Yeah, I do. I’m well aware. At twenty-seven, I shouldn’t be this set on starting a family. I shouldn’t feel like my life won’t properly start until I have the same thing my brothers do.

Their happiness messed me up. Which is why I need to be careful. I’m stepping on thin ice, one false move and everything falls apart.

I was mostly okay before the accident, bitter about mysinglestatus, but fine compared to now.

Things changed the night Otis clipped the back of my Challenger. I bet things always change when you’re on the brink of death. When youdiebecause, technically, I was dead for over four minutes.

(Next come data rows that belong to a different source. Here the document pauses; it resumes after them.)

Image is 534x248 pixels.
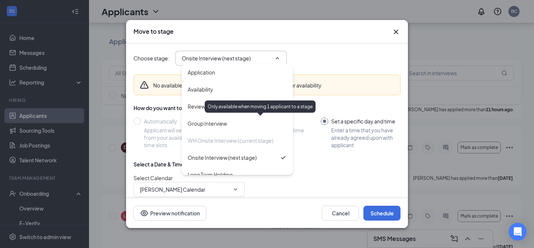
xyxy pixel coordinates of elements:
[140,81,149,89] svg: Warning
[188,171,233,179] div: Long Term Holding
[233,187,239,193] svg: ChevronDown
[205,101,316,113] div: Only available when moving 1 applicant to a stage
[188,120,227,128] div: Group Interview
[134,206,206,221] button: Preview notificationEye
[134,54,170,62] span: Choose stage :
[153,82,322,89] div: No available time slots to automatically schedule.
[134,27,174,36] h3: Move to stage
[140,209,149,218] svg: Eye
[280,154,287,161] svg: Checkmark
[274,82,322,89] button: Add your availability
[188,137,274,145] div: WH Onsite Interview (current stage)
[188,68,215,76] div: Application
[188,85,213,94] div: Availability
[275,55,281,61] svg: ChevronUp
[134,175,173,181] span: Select Calendar
[322,206,359,221] button: Cancel
[134,161,184,168] div: Select a Date & Time
[392,27,401,36] svg: Cross
[509,223,527,241] div: Open Intercom Messenger
[188,154,257,162] div: Onsite Interview (next stage)
[392,27,401,36] button: Close
[188,102,221,111] div: Review Stage
[134,104,401,112] div: How do you want to schedule time with the applicant?
[364,206,401,221] button: Schedule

To this day, I sometimes wake up drenched in sweat. Not because of the trauma. Not because I barely made it out alive, but because I remember heading straight for the cars parked on the sidelines and feeling fucking empty. Empty and disappointed with what flashed before my eyes.

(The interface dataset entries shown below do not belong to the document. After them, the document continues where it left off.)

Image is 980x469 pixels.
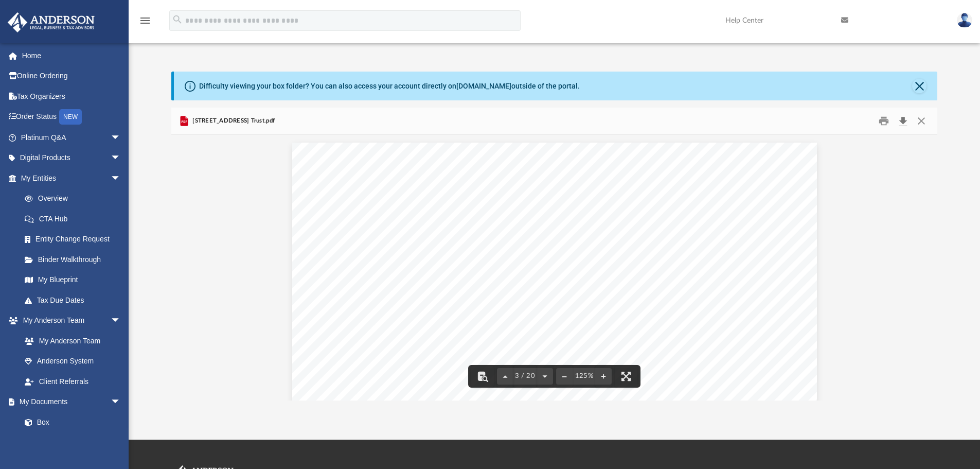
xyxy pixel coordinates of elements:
[7,46,136,66] a: Home
[514,372,537,379] span: 3 / 20
[472,365,494,388] button: Toggle findbar
[894,114,912,129] button: Download
[912,79,927,93] button: Close
[370,321,755,332] span: We intend to create a valid trust under the laws of [US_STATE] and under the laws of any state
[370,345,755,355] span: prevail over any provision of [US_STATE] law, except those provisions that are mandatory
[14,432,132,453] a: Meeting Minutes
[111,148,132,169] span: arrow_drop_down
[873,114,894,129] button: Print
[370,357,467,368] span: and may not be waived.
[537,365,553,388] button: Next page
[595,365,612,388] button: Zoom in
[7,107,136,128] a: Order StatusNEW
[912,114,931,129] button: Close
[370,293,740,303] span: The date of this trust is ______________________________. The parties to this trust are
[111,127,132,149] span: arrow_drop_down
[447,379,549,389] span: Identifying Our Trust
[456,81,512,90] a: [DOMAIN_NAME]
[139,20,151,27] a: menu
[172,14,183,25] i: search
[200,81,580,91] div: Difficulty viewing your box folder? You can also access your account directly on outside of the p...
[7,167,136,188] a: My Entitiesarrow_drop_down
[111,167,132,189] span: arrow_drop_down
[14,371,132,392] a: Client Referrals
[14,269,132,290] a: My Blueprint
[4,13,98,32] img: Anderson Advisors Platinum Portal
[191,116,275,125] span: [STREET_ADDRESS] Trust.pdf
[7,66,136,87] a: Online Ordering
[481,261,628,276] span: Establishing Our Trust
[671,304,703,315] span: Trustee
[557,365,573,388] button: Zoom out
[14,229,136,250] a: Entity Change Request
[14,188,136,209] a: Overview
[565,304,699,315] span: ) and [PERSON_NAME], Esq. (
[497,365,514,388] button: Previous page
[370,304,560,315] span: [PERSON_NAME] and [PERSON_NAME] (
[514,365,537,388] button: 3 / 20
[7,311,132,331] a: My Anderson Teamarrow_drop_down
[7,86,136,107] a: Tax Organizers
[7,148,136,168] a: Digital Productsarrow_drop_down
[444,205,677,221] span: The [STREET_ADDRESS] Trust
[111,311,132,331] span: arrow_drop_down
[14,209,136,229] a: CTA Hub
[14,290,136,311] a: Tax Due Dates
[573,372,595,379] div: Current zoom level
[171,107,938,400] div: Preview
[370,379,430,389] span: Section 1.01
[139,14,151,27] i: menu
[517,244,591,259] span: Article One
[111,392,132,413] span: arrow_drop_down
[171,135,938,400] div: File preview
[59,109,81,124] div: NEW
[7,392,132,413] a: My Documentsarrow_drop_down
[14,351,132,371] a: Anderson System
[615,365,637,388] button: Enter fullscreen
[703,304,709,315] span: ).
[527,304,565,315] span: Grantors
[14,412,126,432] a: Box
[14,249,136,269] a: Binder Walkthrough
[370,334,740,344] span: in which any trust created under this trust document is administered. The terms of this trust
[171,135,938,400] div: Document Viewer
[7,127,136,148] a: Platinum Q&Aarrow_drop_down
[958,13,973,28] img: User Pic
[370,397,740,406] span: To the extent practicable, for the purpose of transferring property to our trust or identifying
[14,330,126,351] a: My Anderson Team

You haven’t lived yet, but it’s time to die.

When I woke up at the hospital, alive, with the valve in my heart replaced, multiple broken bones, and a total of one hundred and thirty-nine stitches, I re-evaluated my priorities. Wife, kids, memories: that’s what I put on a pedestal.

But the longer I searched for my happily ever after, the worse I felt when nothingclickedthe way my brothers described it. Now, I’m scared of thatclick.

I’m tired of the disappointments. Tired of getting my hopes up and then crashing with a sad, aimless reality like I crashed with the Dodge RAM.

A knock on the door snaps me back into the here and now. Back to getting ready for a movie night on the pool deck of a luxurious yacht. Back to fun-filled days with Addie. Tomorrow won’t be as much fun. We lost the tug of war, which means I’ll be paired with someone other than Addie.

And she’ll probably end up with Grant.

I can smell a fistfight in the air already.

“Give me ten minutes,” I shout at the closed door.

“Are you decent?”

“Kind of, why?”

She barges in like a woman on a mission. “Okay, I need to ask you something because I’m driving myself crazy, and if I don’t ask, I’ll keep wondering and—”

“You’re rambling. Next time you want to ask me something,ask. Don’t spend the day lying to my face that you’re fine when you’re clearly not. What is it?”

She stops pacing. Nervously smooths out her long hair, leans against the doorframe, and crosses her arms over her chest.

“We’ve been here for three days acting like a couple, but you haven’t kissed me. Not once, and when I...” She halts, balls her hands into small fists, and shoots the next words out like a machine gun. “When I wanted to kiss you last night, you pushed me away. You basically told me to chill the fuck out, Colt. Why?”

I look up, catching a blush on her cheeks. The tightness in my chest enough to choke me. She stands in the doorway like every good dream I ever had, dressed in a flowy white dress, the epitome of elegance, class, and innocence.

Beautiful. So fucking beautiful. Smart, fun.

Her dark hair cascades down her back, frames her face, and flirts with her arms. She stands there, the pink of her lips my new favorite color, the scent of her skin like a soothing blanket, and she askswhyI haven’t kissed her.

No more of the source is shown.